Scala - modify strings in a list based on their number of occurences

Another Scala newbie question since I am not getting how to achieve this in a functional way (mostly coming from a scripting language background):
I have a list of strings:
val food-list = List("banana-name", "orange-name", "orange-num", "orange-name", "orange-num", "grape-name")
and where they are duplicated, I'd like to add an incrementing number into the string and get that in a list similar to the input list, like so:
List("banana-name", "orange1-name", "orange1-num", "orange2-name", "orange2-num", "grape-name")

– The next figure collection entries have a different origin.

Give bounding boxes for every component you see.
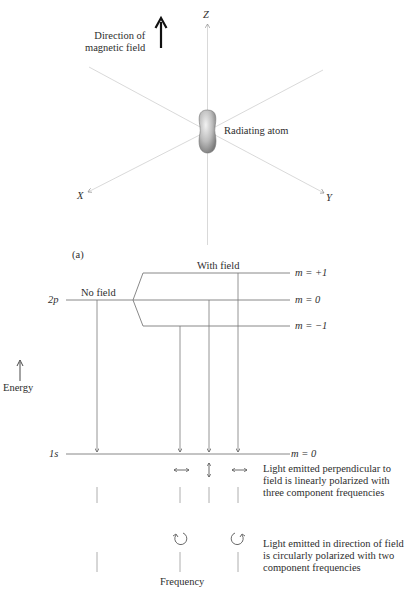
- with-field-label: With field: [197, 260, 239, 272]
- split-up: [133, 273, 290, 300]
- counterclockwise-arrow-icon: [173, 533, 187, 545]
- field-label-line2: magnetic field: [85, 42, 145, 54]
- m-plus-one-label: m = +1: [295, 267, 327, 279]
- perpendicular-description: Light emitted perpendicular to field is …: [263, 463, 408, 499]
- perpendicular-spectrum: [97, 487, 238, 503]
- diagram-canvas: [0, 0, 409, 598]
- m-minus-one-label: m = −1: [295, 320, 327, 332]
- x-axis-neg: [89, 67, 208, 131]
- parallel-description: Light emitted in direction of field is c…: [263, 538, 408, 574]
- field-label-line1: Direction of: [85, 30, 145, 42]
- panel-label: (a): [72, 249, 84, 261]
- clockwise-arrow-icon: [231, 533, 245, 545]
- state-1s-label: 1s: [49, 448, 58, 460]
- energy-levels: [66, 273, 290, 454]
- energy-label: Energy: [3, 382, 33, 394]
- energy-arrow-icon: [17, 360, 23, 381]
- split-down: [133, 300, 290, 326]
- m-zero-label: m = 0: [295, 294, 320, 306]
- axis-x-label: X: [77, 190, 83, 202]
- atom-label: Radiating atom: [224, 125, 288, 137]
- parallel-spectrum: [97, 552, 238, 572]
- axis-z-label: Z: [203, 9, 209, 21]
- y-axis-neg: [208, 70, 324, 131]
- x-axis-pos: [88, 131, 208, 192]
- axis-y-label: Y: [326, 192, 332, 204]
- atom-shape: [199, 110, 216, 153]
- linear-polarization-icons: [174, 463, 247, 477]
- m-ground-label: m = 0: [291, 448, 316, 460]
- frequency-label: Frequency: [160, 576, 204, 588]
- field-direction-label: Direction of magnetic field: [85, 30, 145, 54]
- no-field-label: No field: [81, 287, 116, 299]
- magnetic-field-arrow-icon: [156, 18, 167, 48]
- y-axis-pos: [208, 131, 325, 193]
- state-2p-label: 2p: [48, 294, 59, 306]
- circular-polarization-icons: [173, 533, 245, 545]
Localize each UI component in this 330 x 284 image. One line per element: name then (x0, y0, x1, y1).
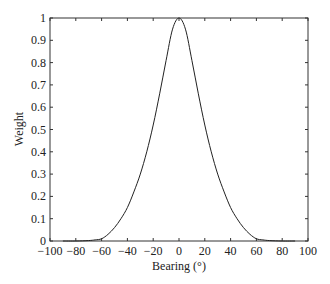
x-tick-label: 20 (199, 244, 211, 258)
y-tick-label: 0.1 (31, 212, 46, 226)
x-axis-ticks: −100−80−60−40−20020406080100 (38, 18, 317, 258)
x-tick-label: −60 (92, 244, 111, 258)
x-axis-label: Bearing (°) (152, 259, 206, 273)
y-tick-label: 0.5 (31, 123, 46, 137)
y-axis-ticks: 00.10.20.30.40.50.60.70.80.91 (31, 11, 308, 248)
y-tick-label: 0 (40, 234, 46, 248)
x-tick-label: 0 (176, 244, 182, 258)
y-tick-label: 0.3 (31, 167, 46, 181)
bearing-weight-chart: −100−80−60−40−20020406080100 00.10.20.30… (0, 0, 330, 284)
plot-frame (50, 18, 308, 241)
x-tick-label: 100 (299, 244, 317, 258)
x-tick-label: −40 (118, 244, 137, 258)
x-tick-label: −20 (144, 244, 163, 258)
y-tick-label: 0.2 (31, 189, 46, 203)
y-tick-label: 0.9 (31, 33, 46, 47)
y-tick-label: 0.8 (31, 56, 46, 70)
y-tick-label: 0.7 (31, 78, 46, 92)
x-tick-label: −80 (66, 244, 85, 258)
y-tick-label: 0.4 (31, 145, 46, 159)
weight-curve (63, 18, 295, 241)
y-tick-label: 1 (40, 11, 46, 25)
x-tick-label: 40 (225, 244, 237, 258)
y-tick-label: 0.6 (31, 100, 46, 114)
plot-area (50, 18, 308, 241)
x-tick-label: 60 (250, 244, 262, 258)
x-tick-label: 80 (276, 244, 288, 258)
y-axis-label: Weight (12, 111, 26, 146)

I've grouped them up to get counts for them with:
val freqs = list.groupBy(identity).mapValues(v => List.range(1, v.length + 1))
Which gives me:
Map(orange-num -> List(1, 2), banana-name -> List(1), grape-name -> List(1), orange-name -> List(1, 2))

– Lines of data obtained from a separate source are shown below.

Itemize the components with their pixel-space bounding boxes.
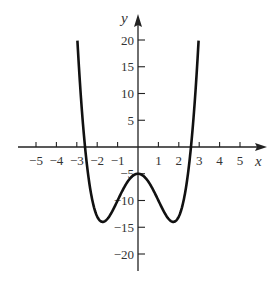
y-axis-label: y xyxy=(119,10,128,26)
x-tick-label: −3 xyxy=(70,153,84,168)
y-tick-label: 20 xyxy=(121,33,134,48)
y-tick-label: −15 xyxy=(114,220,134,235)
y-tick-label: 5 xyxy=(128,113,135,128)
x-tick-label: −5 xyxy=(29,153,43,168)
y-tick-label: 15 xyxy=(121,59,134,74)
x-tick-label: 3 xyxy=(196,153,203,168)
x-tick-label: −2 xyxy=(90,153,104,168)
x-axis-label: x xyxy=(254,153,262,169)
y-tick-label: −20 xyxy=(114,247,134,262)
x-tick-label: −4 xyxy=(49,153,63,168)
function-graph: −5−4−3−2−1123452015105−5−10−15−20 x y xyxy=(0,0,278,284)
axes xyxy=(18,14,267,271)
y-tick-label: 10 xyxy=(121,86,134,101)
x-tick-label: 5 xyxy=(237,153,244,168)
x-tick-label: 2 xyxy=(176,153,183,168)
x-tick-label: 4 xyxy=(216,153,223,168)
y-tick-label: −5 xyxy=(120,166,134,181)
x-tick-label: 1 xyxy=(155,153,162,168)
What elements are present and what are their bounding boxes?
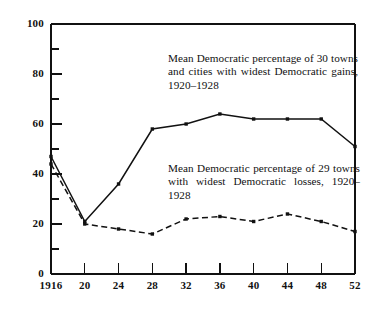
y-tick-label: 60 (8, 117, 44, 129)
data-point-marker (252, 117, 255, 120)
y-tick-label: 40 (8, 167, 44, 179)
x-tick-label: 52 (330, 279, 380, 291)
data-point-marker (218, 215, 221, 218)
y-tick-label: 80 (8, 67, 44, 79)
data-point-marker (83, 222, 86, 225)
data-point-marker (49, 155, 52, 158)
y-tick-label: 100 (8, 17, 44, 29)
chart-container: 020406080100 1916202428323640444852 Mean… (0, 0, 382, 326)
data-point-marker (353, 145, 356, 148)
data-point-marker (252, 220, 255, 223)
data-point-marker (320, 117, 323, 120)
data-point-marker (218, 112, 221, 115)
y-tick-label: 0 (8, 267, 44, 279)
annotation-gains: Mean Democratic percentage of 30 towns a… (168, 52, 358, 92)
annotation-losses: Mean Democratic percentage of 29 towns w… (168, 162, 360, 202)
data-point-marker (151, 232, 154, 235)
data-point-marker (286, 117, 289, 120)
data-point-marker (117, 227, 120, 230)
data-point-marker (184, 217, 187, 220)
y-tick-label: 20 (8, 217, 44, 229)
data-point-marker (117, 182, 120, 185)
data-point-marker (286, 212, 289, 215)
data-point-marker (49, 162, 52, 165)
data-point-marker (184, 122, 187, 125)
data-point-marker (353, 230, 356, 233)
data-point-marker (320, 220, 323, 223)
data-point-marker (151, 127, 154, 130)
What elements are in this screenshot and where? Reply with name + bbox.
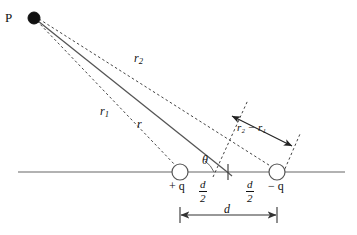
positive-charge-circle [172,164,188,180]
wavefront-dashed-near [213,100,248,177]
half-separation-denominator-left: 2 [199,192,207,204]
half-separation-label-left: d 2 [199,179,207,204]
r2-label: r2 [134,52,143,66]
r-solid-line [38,21,226,171]
r-label: r [137,118,142,130]
r1-label: r1 [100,105,109,119]
r1-subscript: 1 [105,109,109,119]
diagram-canvas [0,0,357,235]
path-difference-label: r₂ − r₁ [237,122,266,133]
half-separation-denominator-right: 2 [246,192,254,204]
positive-charge-label: + q [169,180,185,192]
dipole-diagram: P r2 r1 r r₂ − r₁ θ + q − q d 2 d 2 d [0,0,357,235]
point-p-label: P [5,11,12,24]
point-p-dot [28,12,40,24]
negative-charge-circle [269,164,285,180]
r2-subscript: 2 [139,56,143,66]
half-separation-numerator-right: d [246,179,254,192]
theta-label: θ [202,154,208,166]
r1-dashed-line [37,21,176,166]
half-separation-numerator-left: d [199,179,207,192]
half-separation-label-right: d 2 [246,179,254,204]
negative-charge-label: − q [268,180,284,192]
separation-label: d [224,203,230,215]
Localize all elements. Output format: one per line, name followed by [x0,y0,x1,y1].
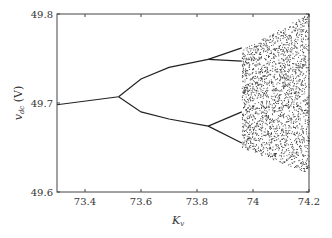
x-tick-label: 73.8 [186,196,208,207]
x-tick-label: 73.4 [74,196,96,207]
y-tick-label: 49.6 [31,187,53,198]
x-tick-labels: 73.473.673.87474.2 [74,196,320,207]
y-tick-label: 49.8 [31,9,53,20]
bifurcation-chart: 73.473.673.87474.2 49.649.749.8 Kv vdc (… [0,0,332,238]
y-axis-label: vdc (V) [12,86,26,121]
x-tick-label: 73.6 [130,196,152,207]
x-axis-label: Kv [171,214,184,228]
y-tick-label: 49.7 [31,98,53,109]
plot-frame [57,14,309,192]
x-tick-label: 74.2 [298,196,320,207]
y-tick-labels: 49.649.749.8 [31,9,53,198]
x-tick-label: 74 [247,196,260,207]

The order of the list is important (it should be in the original order of food-list) so I know it's problematic for me to use a Map at this point. The closest I feel I have gotten to a solution is:
food-list.map{l =>
if (freqs(l).length > 1){
freqs(l).map(n =>
l.split("-")(0) + n.toString + "-" + l.split("-")(1))
} else {
l
}
}
This of course gives me a wonky output since I am mapping the list of frequencies from the words value in freqs
List(banana-name, List(orange1-name, orange2-name), List(orange1-num, orange2-num), List(orange1-name, orange2-name), List(orange1-num, orange2-num), grape-name)
How is this done in a Scala fp way without resorting to clumsy for loops and counters?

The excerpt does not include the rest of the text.